A third challenge is that some artifacts cannot be avoided. In many situations, the appropriate goal is not elimination, but recognition and mitigation. For example, prosthetic valves, intracardiac catheters, ventricular assist devices, calcification, and closure devices inherently generate reverberation, shadowing, and blooming artifacts that must be interpreted around rather than entirely eliminated.
Potential solutions are well outlined in the guidelines. These include structured training in artifact physics and image interpretation; use of standardized troubleshooting approaches; routine use of alternative windows and orthogonal planes; optimization of gain, wall filter, baseline, velocity scale, sample volume depth, and focal zone; and early use of complementary imaging modalities when findings remain equivocal. The document also points to simulation-based training and closer collaboration with engineers and physicists as important future enablers of better implementation.
Which issues still need to be tackled, that are not yet addressed by the paper?

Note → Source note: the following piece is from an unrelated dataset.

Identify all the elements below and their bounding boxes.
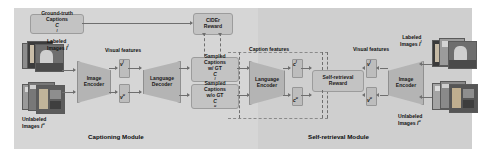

Although the guidelines are comprehensive, several important issues remain for future work. One is the need for more formal implementation science: how best to translate artifact recognition into reproducible quality improvement across laboratories, vendors, training environments, and levels of operator experience.
Another important issue is the expanding impact of devices and interventions. As structural heart procedures, intracardiac implants, ventricular assist devices, and extracardiac support systems become more common, the range of artifact patterns will continue to evolve. Some newer device-related artifacts are recognized clinically, but their exact mechanisms and optimal mitigation strategies may not be fully characterized.
The document establishes the framework, but further work is needed in validation, education, competency assessment, and real-world outcome measurement.
What further developments on the topic are emerging?
Several important developments are emerging. One is the increasing use of artificial intelligence and software-based image support tools. The guideline notes that deep-learning systems may eventually help identify common artifacts automatically and guide users in real time to adjust imaging planes, angles, or settings to reduce artifact generation.
A second area is continued hardware and software innovation. Advances in beam forming, signal processing, harmonic imaging, 3D acquisition, and contrast-specific imaging may improve artifact discrimination and reduce some artifact burden, even though artifacts can never be completely eliminated because they arise from fundamental ultrasound physics.
A third development is the increasing relevance of artifacts in the era of structural and device-based cardiovascular care. As more intracardiac and extracardiac devices are implanted, imagers will encounter new artifact signatures, making ongoing adaptation of imaging techniques essential.
Finally, the guideline points toward simulation-based education and stronger interdisciplinary collaboration with engineers and medical physicists. That combination is likely to be central to the next phase of progress: not only recognizing artifacts more reliably, but preventing misdiagnosis through smarter systems, better training, and more integrated multimodality imaging workflows.